Can I run KnoxCall alongside 1Password?

Yes, that is the intended setup. Keep your team passwords and shared vaults in 1Password, and wire-inject your third-party API keys through KnoxCall consumer by consumer, with no rip-and-replace. Note that moving existing secrets into KnoxCall is import-only, not a two-way sync.

When is 1Password Secrets Automation the better choice?

Choose 1Password when you want one tool for both humans and machines, since the same vaults serve your team and your CI. It is also the better choice if you need published, installable, open-source SDKs (Go, JS/TS, Python) and a Kubernetes operator today, or if the job is storing and distributing secrets to CI/CD tools like GitHub Actions, CircleCI, and Jenkins. KnoxCall is not a human password manager, and its six SDKs are not yet on pip or npm.

How does KnoxCall pricing differ from 1Password pricing?

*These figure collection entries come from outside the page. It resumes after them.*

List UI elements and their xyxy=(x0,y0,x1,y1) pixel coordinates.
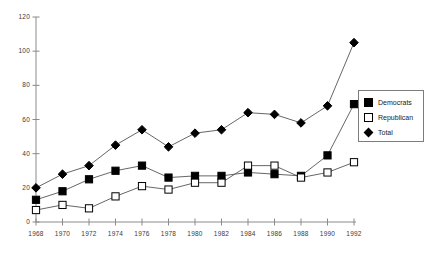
data-point-democrats xyxy=(32,196,39,203)
data-point-total xyxy=(217,125,226,134)
data-point-democrats xyxy=(271,171,278,178)
legend-item-label: Republican xyxy=(378,113,413,122)
x-tick-label: 1968 xyxy=(22,230,50,237)
x-tick-label: 1992 xyxy=(340,230,368,237)
legend-item-label: Democrats xyxy=(378,98,412,107)
x-tick-label: 1984 xyxy=(234,230,262,237)
data-point-democrats xyxy=(59,188,66,195)
data-point-republican xyxy=(138,183,145,190)
data-point-republican xyxy=(218,179,225,186)
data-point-total xyxy=(164,143,173,152)
data-point-total xyxy=(111,141,120,150)
legend-item-republican[interactable]: Republican xyxy=(364,110,423,125)
filled-diamond-icon xyxy=(364,128,374,138)
data-point-democrats xyxy=(138,162,145,169)
data-point-total xyxy=(297,119,306,128)
data-point-democrats xyxy=(324,152,331,159)
filled-square-icon xyxy=(364,98,373,107)
legend-item-democrats[interactable]: Democrats xyxy=(364,95,423,110)
data-point-republican xyxy=(271,162,278,169)
data-point-republican xyxy=(244,162,251,169)
data-point-republican xyxy=(350,159,357,166)
data-point-republican xyxy=(32,206,39,213)
y-tick-label: 80 xyxy=(2,81,30,88)
data-point-democrats xyxy=(350,101,357,108)
y-tick-label: 20 xyxy=(2,184,30,191)
y-tick-label: 0 xyxy=(2,218,30,225)
data-point-total xyxy=(138,125,147,134)
data-point-total xyxy=(323,102,332,111)
data-point-republican xyxy=(191,179,198,186)
data-point-democrats xyxy=(218,172,225,179)
series-group xyxy=(32,38,359,213)
x-tick-label: 1972 xyxy=(75,230,103,237)
axes-group xyxy=(33,17,357,226)
data-point-republican xyxy=(85,205,92,212)
x-tick-label: 1988 xyxy=(287,230,315,237)
x-tick-label: 1970 xyxy=(49,230,77,237)
legend-item-label: Total xyxy=(378,128,393,137)
data-point-republican xyxy=(112,193,119,200)
x-tick-label: 1986 xyxy=(261,230,289,237)
data-point-democrats xyxy=(191,172,198,179)
data-point-democrats xyxy=(112,167,119,174)
x-tick-label: 1990 xyxy=(314,230,342,237)
data-point-total xyxy=(85,161,94,170)
data-point-democrats xyxy=(244,169,251,176)
open-square-icon xyxy=(364,113,373,122)
x-tick-label: 1976 xyxy=(128,230,156,237)
data-point-total xyxy=(32,184,41,193)
y-tick-label: 60 xyxy=(2,116,30,123)
x-tick-label: 1980 xyxy=(181,230,209,237)
legend-item-total[interactable]: Total xyxy=(364,125,423,140)
x-tick-label: 1978 xyxy=(155,230,183,237)
data-point-democrats xyxy=(165,174,172,181)
data-point-total xyxy=(350,38,359,47)
data-point-total xyxy=(58,170,67,179)
y-tick-label: 40 xyxy=(2,150,30,157)
data-point-total xyxy=(270,110,279,119)
data-point-total xyxy=(191,129,200,138)
x-tick-label: 1974 xyxy=(102,230,130,237)
data-point-total xyxy=(244,108,253,117)
data-point-republican xyxy=(297,174,304,181)
data-point-republican xyxy=(59,201,66,208)
chart-container: 020406080100120 196819701972197419761978… xyxy=(0,0,427,255)
data-point-republican xyxy=(324,169,331,176)
data-point-democrats xyxy=(85,176,92,183)
y-tick-label: 100 xyxy=(2,47,30,54)
y-tick-label: 120 xyxy=(2,13,30,20)
data-point-republican xyxy=(165,186,172,193)
x-tick-label: 1982 xyxy=(208,230,236,237)
series-line-total xyxy=(36,43,354,188)
legend: DemocratsRepublicanTotal xyxy=(358,90,424,142)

1Password prices per user: the Teams Starter Pack is $19.95/mo flat for up to 10 users, Business is $7.99/user/mo billed annually, and Secrets Automation is included with Business for standard usage. KnoxCall prices per plan rather than per user, with a Free Forever tier, Starter at $19/mo, Pro at $99/mo, and custom Enterprise pricing. Both are managed SaaS, though 1Password Connect is self-hosted while Service Accounts are SaaS.

Keep 1Password. Take the bearer key out of the process anyway.

KnoxCall runs alongside (not instead of) your 1Password secrets. Wire-inject your third-party API keys so they never resolve into a process env again — consumer by consumer, no rip-and-replace.